It's Friday.
Chapter eight: TWO STOUT DOORS
Laura felt a soft warmth on her face and opened her eyes into morning sunshine. Mary was talking to Ma by the camp fire. Laura ran outdoors, all bare inside her nightgown. There were no wolves to be seen; only their tracks were thick around the house and the stable. Pa came whistling up the creek road. He put his gun on its pegs and let Pet and Patty to the creek to drink as usual. He had followed the wolf tracks so far that he knew they were far away now, following a herd of deer. The mustangs shied at the wolves’ tracks and picked their ears nervously, and Pet kept her colt close at her side. But they went willingly with Pa, who knew there was nothing to fear. Breakfast was ready. When Pa came back from the creek they all sat by the fire and ate fried mush and prairie-chicken hash. Pa said he would make a door that very day. He wanted more than a quilt between them and the wolves, next time. He said that he had no more nails but he would not keep on waiting till he could make a trip to Independence and a man didn’t need nails to build a house or make a door. After breakfast he hitched up Pet and Patty, and taking his ax he went to get timber for the door.

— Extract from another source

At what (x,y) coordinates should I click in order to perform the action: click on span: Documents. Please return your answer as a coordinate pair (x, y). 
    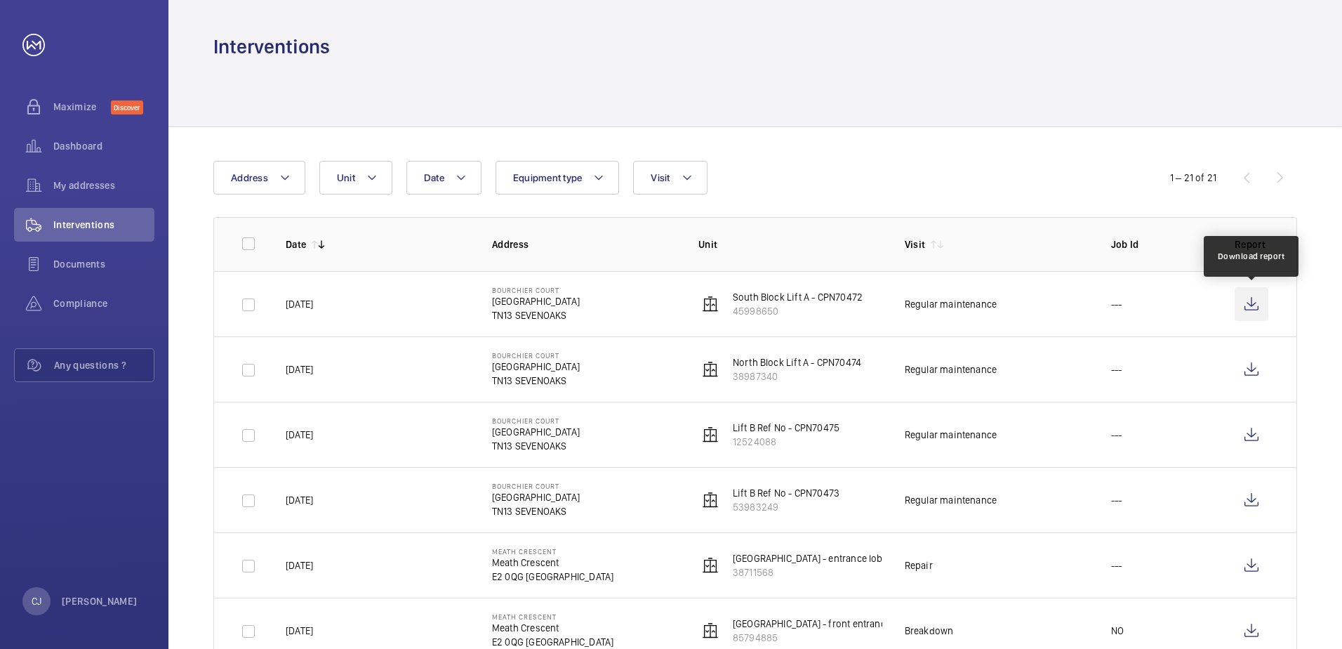
    Looking at the image, I should click on (104, 264).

Laura helped wash the dishes and make the beds, but that day Mary minded the baby. Laura helped Pa make the door. Mary watched, but Laura handed him his tools. With the saw he sawed logs the right length for a door. He sawed shorter lengths for crosspieces. Then with the ax he split the logs into slabs, and smoothed them nicely. He laid the long slabs together on the ground and placed the shorter slabs across them. Then with the auger he bored holes through the crosspieces into the long slabs. Into every hole he drove a wooden peg that fitted tightly.